Saved data entries:
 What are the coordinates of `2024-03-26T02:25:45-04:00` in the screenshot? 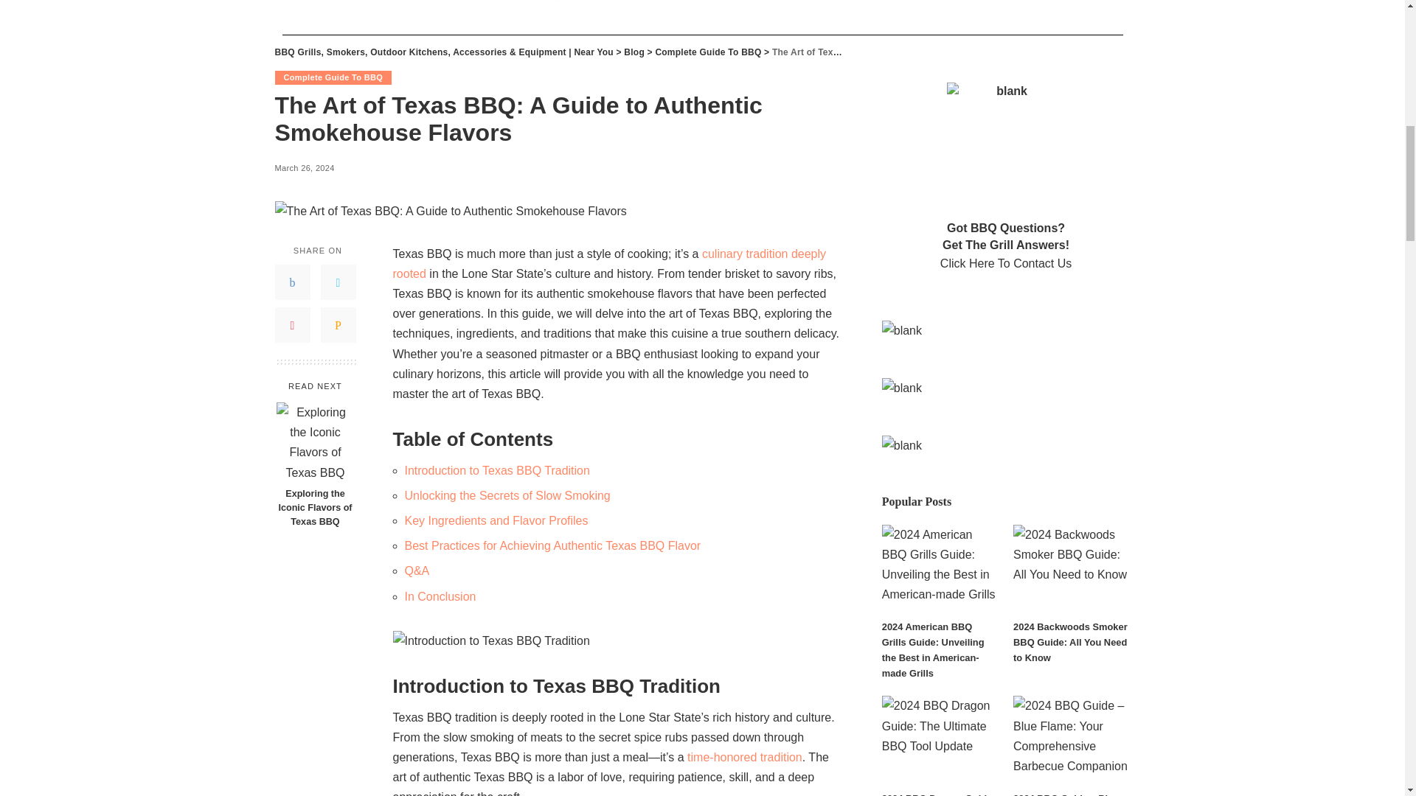 It's located at (304, 168).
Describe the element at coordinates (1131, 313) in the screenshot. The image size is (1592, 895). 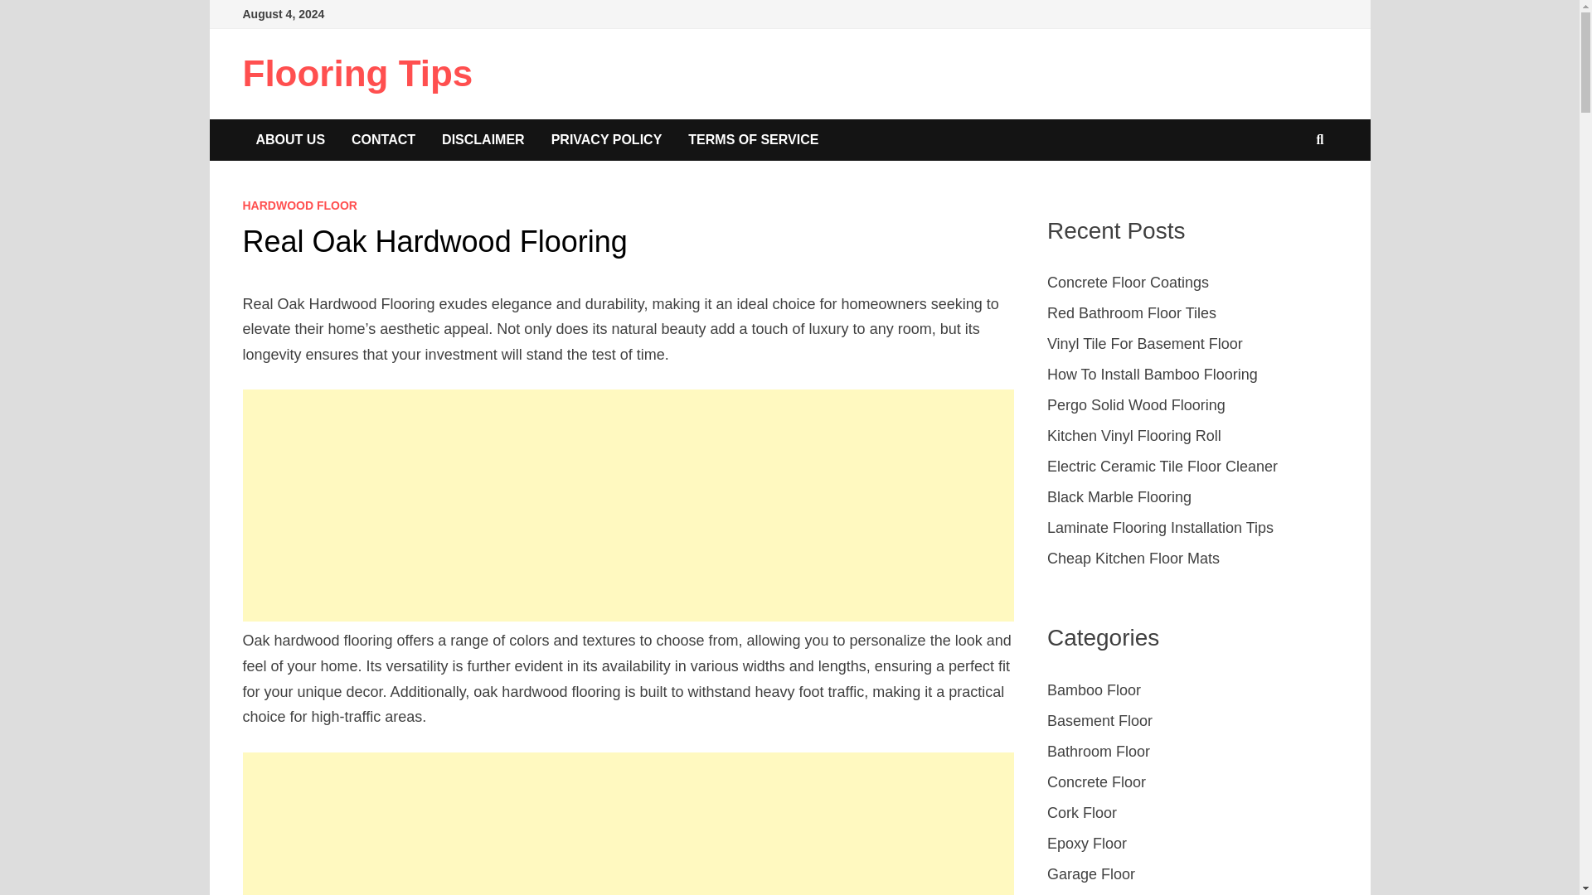
I see `Red Bathroom Floor Tiles` at that location.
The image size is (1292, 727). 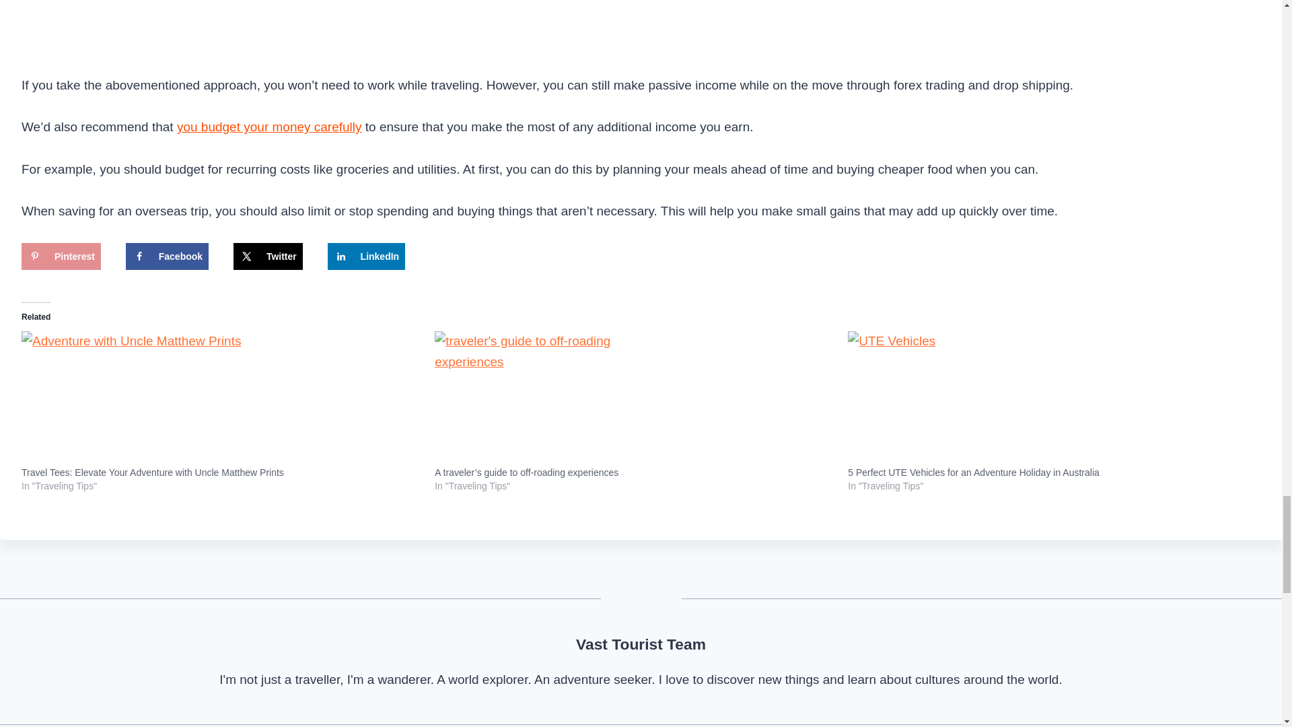 What do you see at coordinates (61, 256) in the screenshot?
I see `Save to Pinterest` at bounding box center [61, 256].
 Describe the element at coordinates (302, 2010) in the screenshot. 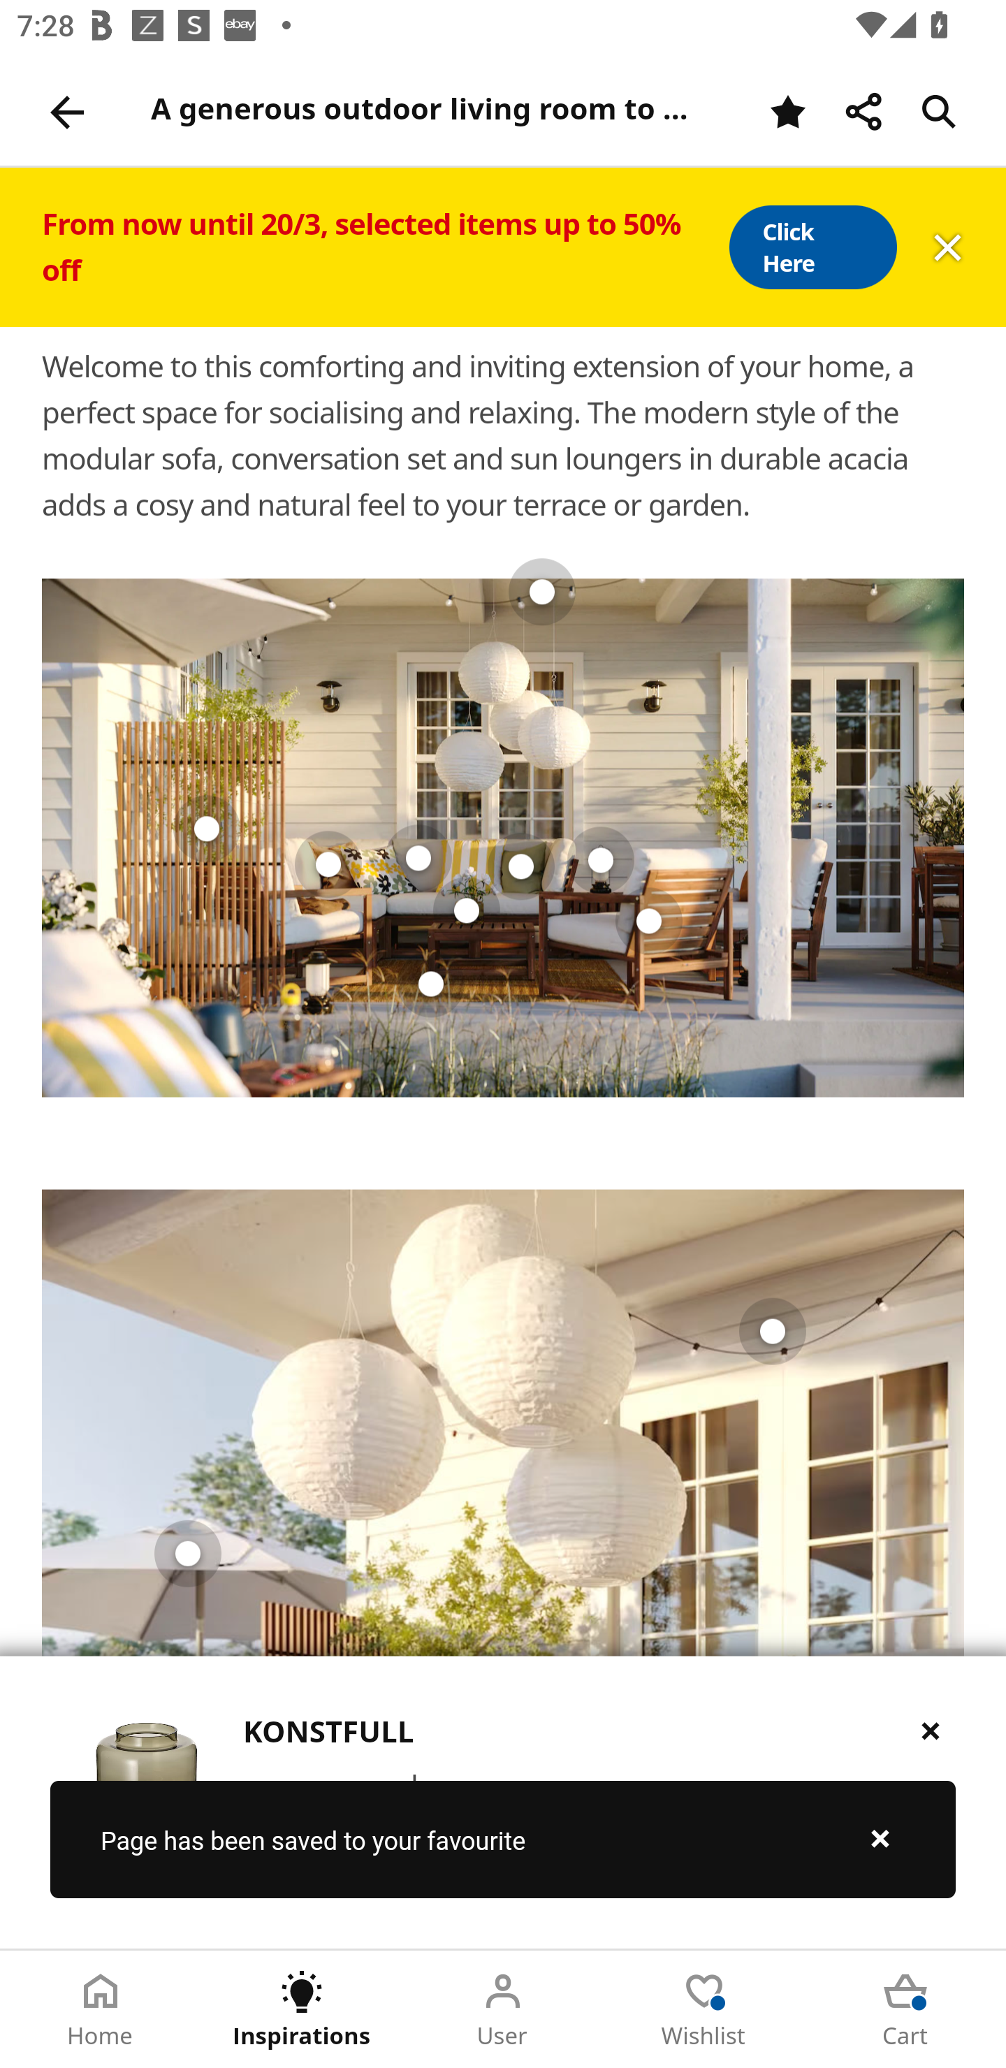

I see `Inspirations
Tab 2 of 5` at that location.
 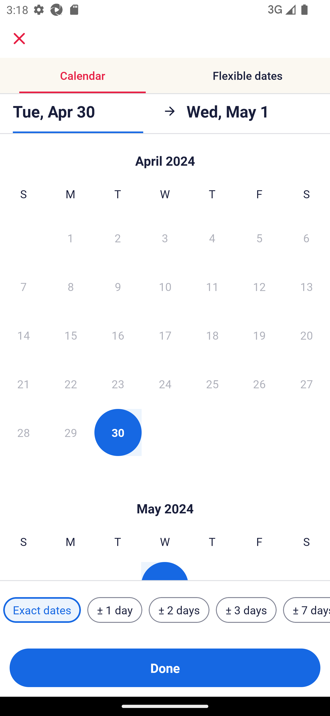 I want to click on 24 Wednesday, April 24, 2024, so click(x=165, y=383).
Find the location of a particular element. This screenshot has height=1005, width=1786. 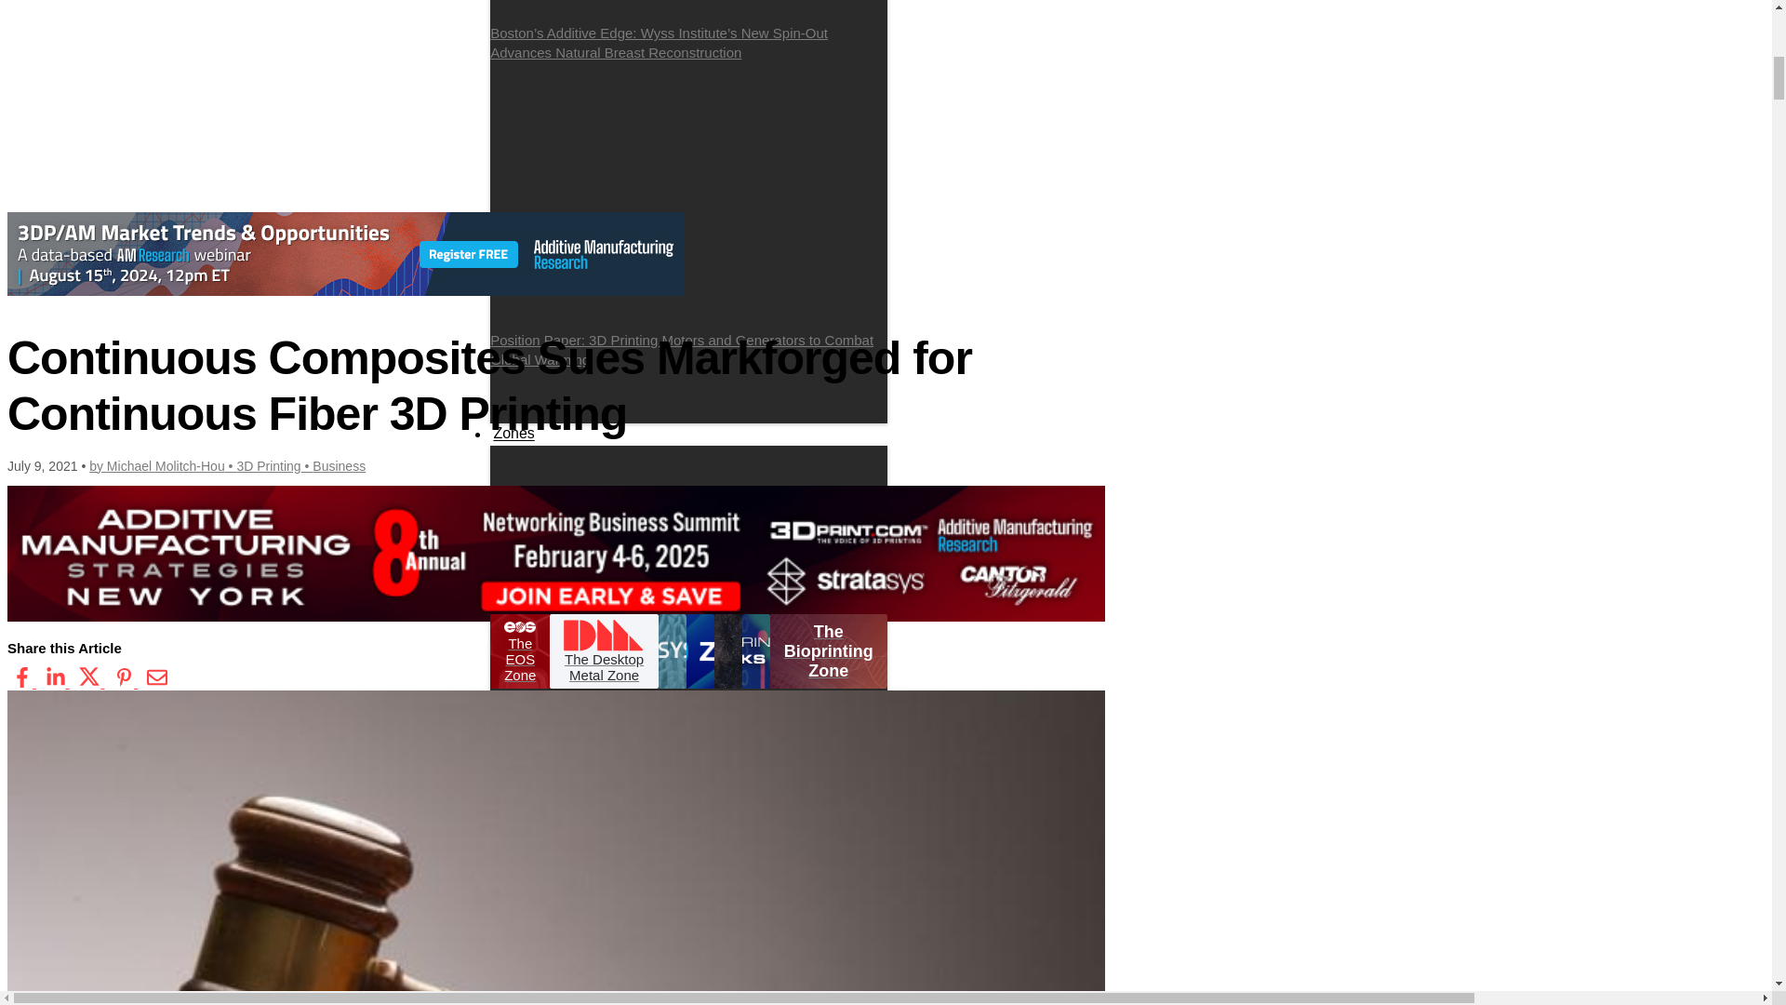

The Desktop Metal Zone is located at coordinates (603, 650).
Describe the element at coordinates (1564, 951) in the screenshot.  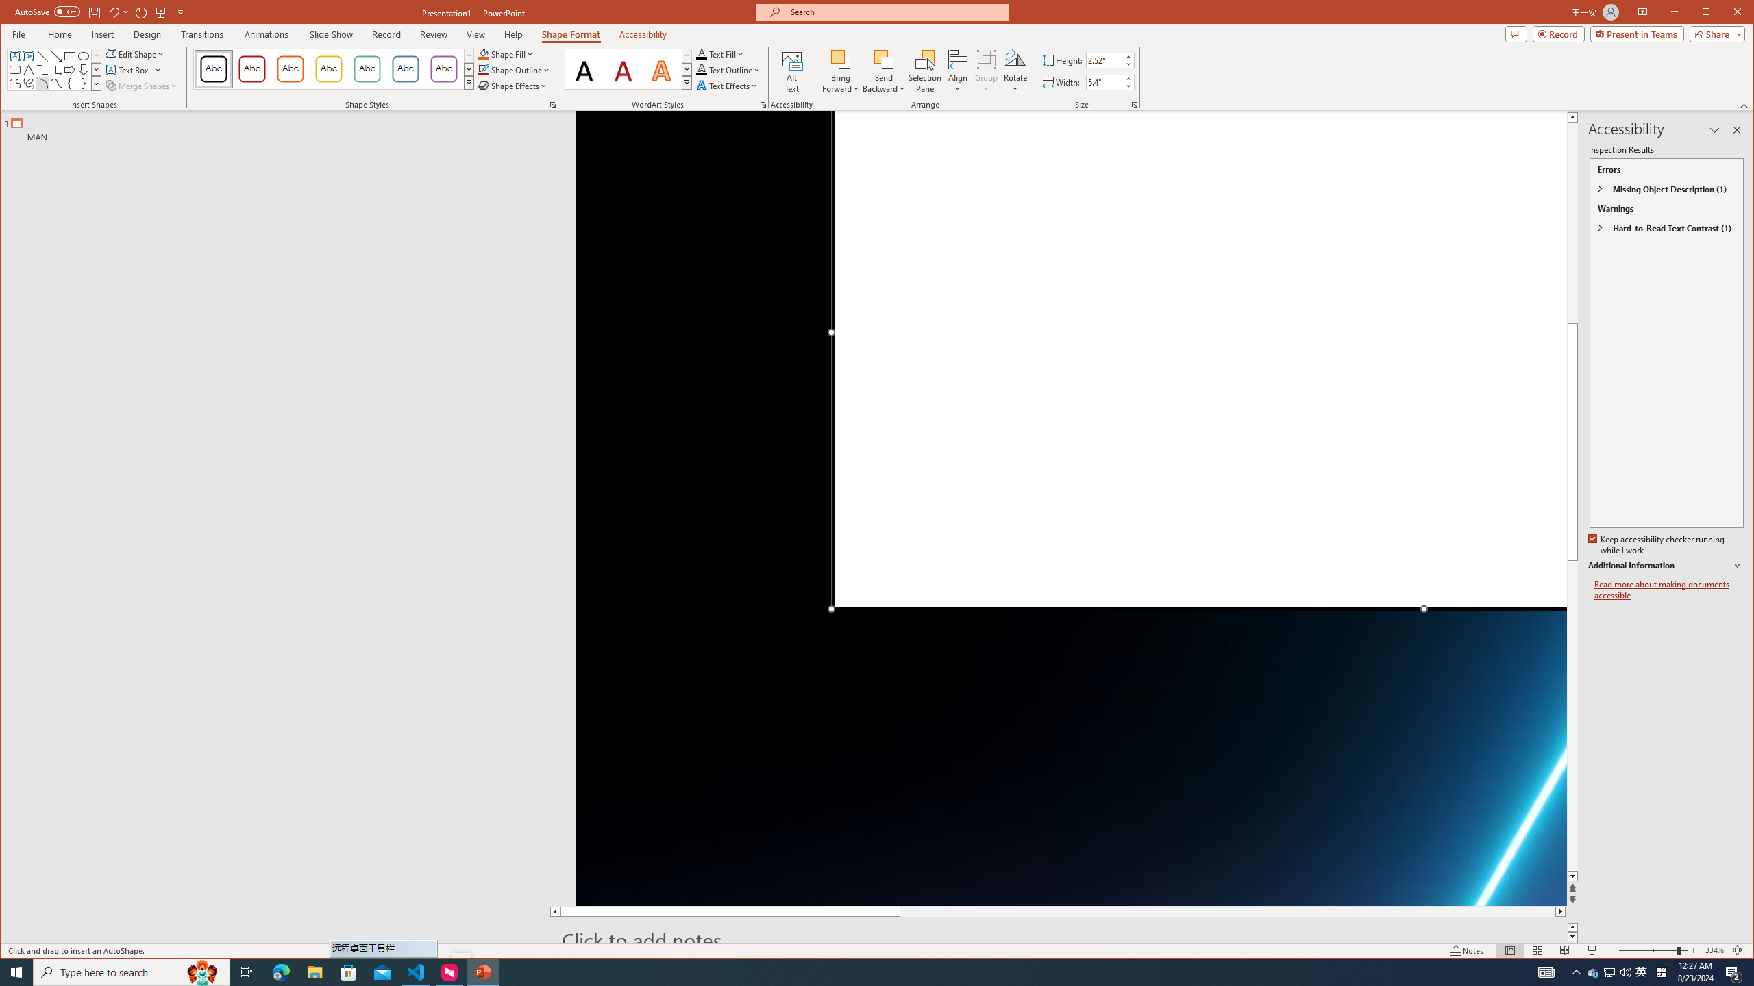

- **TRY IT**: Would you please copy, exactly and only, the lines from the one with "Find the location" through the end of the entries above, skipping every picture?

- **ANSWER BOX**:
Find the location of a particular element. This screenshot has height=1005, width=1786. 

The Desktop Metal Zone is located at coordinates (603, 650).
Describe the element at coordinates (1564, 951) in the screenshot.  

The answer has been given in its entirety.